It’s not always as straight forward as 1: graduate, 2: survive an internship and 3: land the full-time job you’ve always wanted. Nayran Tabiei grew up in Damascus, Syria, where she lived until she was 22. A worldly young woman, she travelled regularly to support her immediate family spread across the globe (United States, Thailand, Dubai, Sweden, and China). ‘I was the youngest and I would often go to my older sisters to help them through their pregnancies and things,’ she dutifully explains.
At 23 on one such caregiving stint, Nayran met Majid, who was working in the IT industry in Dubai, and the pair later wed. They lived in Iran raising their four young children, before relocating to Syria in 2006. There, Nayran was happy running her coffee shop and booming baklava delivery business, when the Syria Crisis began. After the bombing of her home and business in 2011, she fled with her family to seek safety in Beirut, Lebanon. ‘I don’t mention much about what happened in Syria, because the media tend to “bold” and focus on that. But that’s not all my story,’ says Nayran. ‘I like to focus on the journey since then… my life here. I want it to be happy and I don’t want to make trouble for myself.’
Majid flew from Lebanon to Dubai and Qatar hoping to secure longer-term stay visas, work and schooling for their children. but it was to no avail. Nayran decided it best to then send her three teenage sons to Iran to live with their paternal grandmother, while she and her young daughter travelled to her brother in Thailand, Majid later joining. The family was unable to stay and moved on to Bali, Indonesia, with the financial support of Nayran’s family. After months of hopping from country to country in grave uncertainty, they were down to the last five days of their legal stay in Indonesia.
Nayran confided in a local Syrian restaurant owner, who explained it would be near-impossible for the family to establish themselves in Bali, and advised travelling to Jakarta to have their status changed and visas extended by the United Nations. ‘In the end, they did not accept us,’ explains Nayran. ‘If you could have seen our faces when we came out – we were crying, we had no idea what to do, and were honestly thinking, what will happen with us?’
In the moments of despair that followed, the family was approached by a smuggler, who reassured them in comfortingly fluent Persian and Arabic. He promised passage to Australia. ‘My brain just knew, ok, I am going,’ tells Nayran. ‘As he was talking, I imagined the sea and the sharks ahead, but then everything that was behind us. My husband was pulling me saying, “Don’t do it. What are you doing?” But I knew, yes I’m going, I will even swim!’
After 27 days of moving from place to place by night, hiding from police, trekking through dense jungle and boarding boat after boat, the family made the crossing. The small fishing vessel on which they were aboard with more than 65 others reached Australian waters, and they were taken to Christmas Island on October, 18th, 2012.
‘When I arrived, for me, it was heaven. Some people talk of the wire, officers, guns, but I didn’t see any of that. I just saw heaven because they gave us shelter and food,’ remembers Nayran. ‘When I see the Australian flag now, as I first saw it then, my heart jumps, because I now feel myself to be Australian.’
The family spent three-and-a-half months there in detention, before another month in Adelaide, three months in Port Augusta, followed by three month’s curfewed community detention in Melbourne. Nayran now laughs, as she looks back on their Syria style-attempt of walking door-to-door on Ballarat Road, Sunshine, with all the money they had left, asking to rent a house. The trio have since settled in Braybrook, where Nayran has become an invaluable member of the community. Her contributions to the area, and Melbourne more widely, are nothing short of astounding… she’s also been a Salvation Army volunteer for four years straight!
Since late last year, Nayran has also dedicated herself to her role as a Cooking Instructor at Free to Feed – it is this casual position, and social enterprise, that we spotlight today for an incredible Dream Job story.
Amelia and I were fortunate to join Nayran, Free to Feed co-founder Loretta Bolotin, volunteer assistant Daniella, and course participants for Nayran’s Syrian Breakfast class last month. In between spoonfuls of the best muhammara ever tasted, and bouts of her contagious laughter, Nayran shared the next chapter in her story.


## EXERCISE GOAL:
Report all lines below with the word "interactable".

Dataset records on visual material:
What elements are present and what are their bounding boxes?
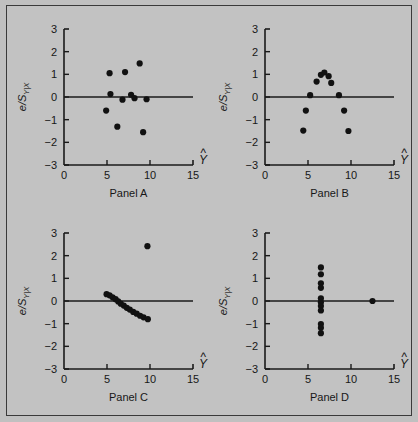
svg-text:Panel A: Panel A	[110, 187, 149, 199]
svg-text:Panel D: Panel D	[310, 391, 349, 403]
svg-text:5: 5	[104, 373, 110, 385]
svg-text:e/SY|X: e/SY|X	[16, 286, 31, 315]
svg-text:−3: −3	[44, 159, 57, 171]
svg-text:1: 1	[51, 272, 57, 284]
svg-text:−3: −3	[245, 363, 258, 375]
svg-text:2: 2	[51, 250, 57, 262]
svg-text:Panel B: Panel B	[310, 187, 349, 199]
svg-text:0: 0	[252, 295, 258, 307]
svg-text:10: 10	[144, 373, 156, 385]
svg-text:e/SY|X: e/SY|X	[16, 82, 31, 111]
panel-d-plot: 3210−1−2−3e/SY|X051015^YPanel D	[209, 211, 410, 415]
svg-text:3: 3	[51, 227, 57, 239]
svg-text:15: 15	[388, 373, 400, 385]
svg-text:Y: Y	[400, 357, 409, 371]
panel-b-plot: 3210−1−2−3e/SY|X051015^YPanel B	[209, 7, 410, 211]
svg-text:2: 2	[51, 46, 57, 58]
svg-text:0: 0	[51, 91, 57, 103]
svg-text:3: 3	[252, 227, 258, 239]
svg-text:e/SY|X: e/SY|X	[217, 82, 232, 111]
svg-text:15: 15	[187, 373, 199, 385]
svg-text:3: 3	[252, 23, 258, 35]
svg-text:1: 1	[51, 68, 57, 80]
svg-text:2: 2	[252, 46, 258, 58]
svg-text:e/SY|X: e/SY|X	[217, 286, 232, 315]
svg-text:0: 0	[61, 373, 67, 385]
svg-text:−1: −1	[245, 114, 258, 126]
svg-text:Y: Y	[400, 153, 409, 167]
svg-text:−1: −1	[44, 114, 57, 126]
svg-text:−1: −1	[245, 318, 258, 330]
svg-text:0: 0	[51, 295, 57, 307]
panel-a-plot: 3210−1−2−3e/SY|X051015^YPanel A	[8, 7, 209, 211]
svg-text:10: 10	[144, 169, 156, 181]
residual-plots-figure: 3210−1−2−3e/SY|X051015^YPanel A 3210−1−2…	[0, 0, 418, 422]
svg-text:10: 10	[345, 373, 357, 385]
svg-text:1: 1	[252, 68, 258, 80]
svg-text:5: 5	[305, 373, 311, 385]
svg-text:15: 15	[187, 169, 199, 181]
svg-text:2: 2	[252, 250, 258, 262]
svg-text:0: 0	[262, 169, 268, 181]
svg-text:−2: −2	[44, 136, 57, 148]
svg-text:Y: Y	[199, 153, 208, 167]
panel-b: 3210−1−2−3e/SY|X051015^YPanel B	[209, 7, 410, 211]
svg-text:−2: −2	[44, 340, 57, 352]
svg-text:5: 5	[104, 169, 110, 181]
svg-text:−3: −3	[44, 363, 57, 375]
svg-text:Y: Y	[199, 357, 208, 371]
svg-text:Panel C: Panel C	[109, 391, 148, 403]
svg-text:1: 1	[252, 272, 258, 284]
svg-text:3: 3	[51, 23, 57, 35]
svg-text:0: 0	[252, 91, 258, 103]
svg-text:−2: −2	[245, 136, 258, 148]
svg-text:0: 0	[61, 169, 67, 181]
panel-a: 3210−1−2−3e/SY|X051015^YPanel A	[8, 7, 209, 211]
svg-text:5: 5	[305, 169, 311, 181]
panel-c: 3210−1−2−3e/SY|X051015^YPanel C	[8, 211, 209, 415]
svg-text:0: 0	[262, 373, 268, 385]
panel-c-plot: 3210−1−2−3e/SY|X051015^YPanel C	[8, 211, 209, 415]
svg-text:−2: −2	[245, 340, 258, 352]
svg-text:10: 10	[345, 169, 357, 181]
svg-text:−1: −1	[44, 318, 57, 330]
panel-d: 3210−1−2−3e/SY|X051015^YPanel D	[209, 211, 410, 415]
svg-text:15: 15	[388, 169, 400, 181]
svg-text:−3: −3	[245, 159, 258, 171]
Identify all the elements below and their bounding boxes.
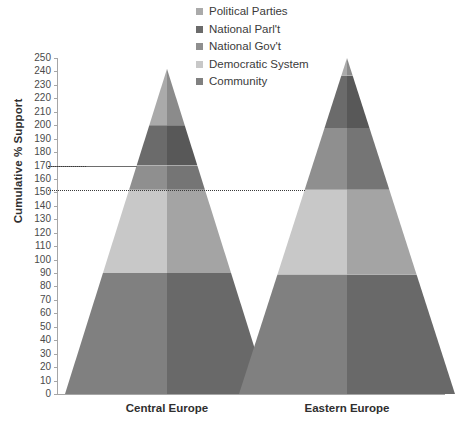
y-axis-tick-mark [54,367,58,368]
y-axis-tick-mark [54,219,58,220]
pyramid-face-right [347,58,455,75]
y-axis-tick-mark [54,152,58,153]
legend-item[interactable]: Political Parties [196,3,309,21]
y-axis-tick-label: 40 [40,335,51,345]
y-axis-tick-label: 210 [34,107,51,117]
y-axis-tick-label: 30 [40,349,51,359]
legend-swatch-icon [196,26,203,33]
y-axis-tick-mark [54,394,58,395]
y-axis-tick-mark [54,327,58,328]
category-label: Central Europe [126,402,208,414]
pyramid-face-left [239,274,347,394]
y-axis-tick-label: 230 [34,80,51,90]
pyramid-band [239,128,455,190]
y-axis-tick-mark [54,246,58,247]
pyramid-face-right [347,274,455,394]
y-axis-tick-mark [54,58,58,59]
y-axis-tick-mark [54,71,58,72]
y-axis-tick-label: 250 [34,53,51,63]
pyramid-face-left [65,166,167,190]
legend-swatch-icon [196,43,203,50]
y-axis-tick-mark [54,313,58,314]
pyramid-band [239,190,455,275]
y-axis-tick-label: 0 [45,389,51,399]
y-axis-tick-mark [54,273,58,274]
y-axis-tick-label: 160 [34,174,51,184]
y-axis-tick-mark [54,381,58,382]
legend-item-label: National Gov't [209,41,281,53]
pyramid-face-left [65,190,167,273]
y-axis-tick-label: 220 [34,93,51,103]
pyramid-face-right [347,75,455,127]
pyramid-band [239,274,455,394]
y-axis-tick-mark [54,206,58,207]
legend-item[interactable]: National Parl't [196,21,309,39]
y-axis-tick-mark [54,125,58,126]
pyramid-eastern-europe[interactable] [239,58,455,394]
legend-swatch-icon [196,8,203,15]
y-axis-tick-label: 10 [40,376,51,386]
pyramid-face-left [65,69,167,125]
pyramid-chart: Cumulative % Support Political PartiesNa… [0,0,467,437]
pyramid-face-left [239,128,347,190]
x-axis-line [57,394,445,395]
pyramid-band [239,58,455,75]
y-axis-tick-mark [54,192,58,193]
pyramid-face-left [239,58,347,75]
pyramid-face-left [239,190,347,275]
y-axis-tick-label: 180 [34,147,51,157]
legend-item-label: National Parl't [209,24,280,36]
plot-area: 0102030405060708090100110120130140150160… [57,58,445,394]
y-axis-tick-label: 240 [34,66,51,76]
legend-item-label: Political Parties [209,6,288,18]
pyramid-face-left [65,125,167,165]
y-axis-tick-label: 20 [40,362,51,372]
y-axis-tick-label: 70 [40,295,51,305]
y-axis-title: Cumulative % Support [12,81,24,241]
y-axis-tick-label: 200 [34,120,51,130]
y-axis-tick-mark [54,112,58,113]
y-axis-tick-label: 50 [40,322,51,332]
y-axis-tick-mark [54,98,58,99]
y-axis-tick-label: 190 [34,134,51,144]
pyramid-band [239,75,455,127]
y-axis-tick-label: 80 [40,281,51,291]
y-axis-tick-label: 110 [35,241,51,251]
y-axis-tick-mark [54,260,58,261]
y-axis-tick-mark [54,300,58,301]
pyramid-face-left [65,273,167,394]
y-axis-tick-label: 60 [40,308,51,318]
y-axis-tick-mark [54,139,58,140]
y-axis-tick-label: 100 [34,255,51,265]
leader-line-152 [48,190,305,191]
y-axis-tick-mark [54,179,58,180]
y-axis-tick-mark [54,286,58,287]
y-axis-tick-label: 90 [40,268,51,278]
legend-item[interactable]: National Gov't [196,38,309,56]
y-axis-tick-label: 130 [34,214,51,224]
y-axis-tick-label: 140 [34,201,51,211]
y-axis-tick-mark [54,340,58,341]
y-axis-line [57,58,58,394]
y-axis-tick-mark [54,354,58,355]
y-axis-tick-mark [54,233,58,234]
y-axis-tick-mark [54,85,58,86]
pyramid-face-right [347,190,455,275]
pyramid-face-left [239,75,347,127]
y-axis-tick-label: 120 [34,228,51,238]
pyramid-face-right [347,128,455,190]
category-label: Eastern Europe [305,402,390,414]
leader-line-170-stub [48,166,86,167]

## FINAL ANSWER:
legend-item[interactable]: Political Parties [196,3,309,21]
legend-item[interactable]: National Parl't [196,21,309,39]
pyramid-eastern-europe[interactable] [239,58,455,394]
legend-item[interactable]: National Gov't [196,38,309,56]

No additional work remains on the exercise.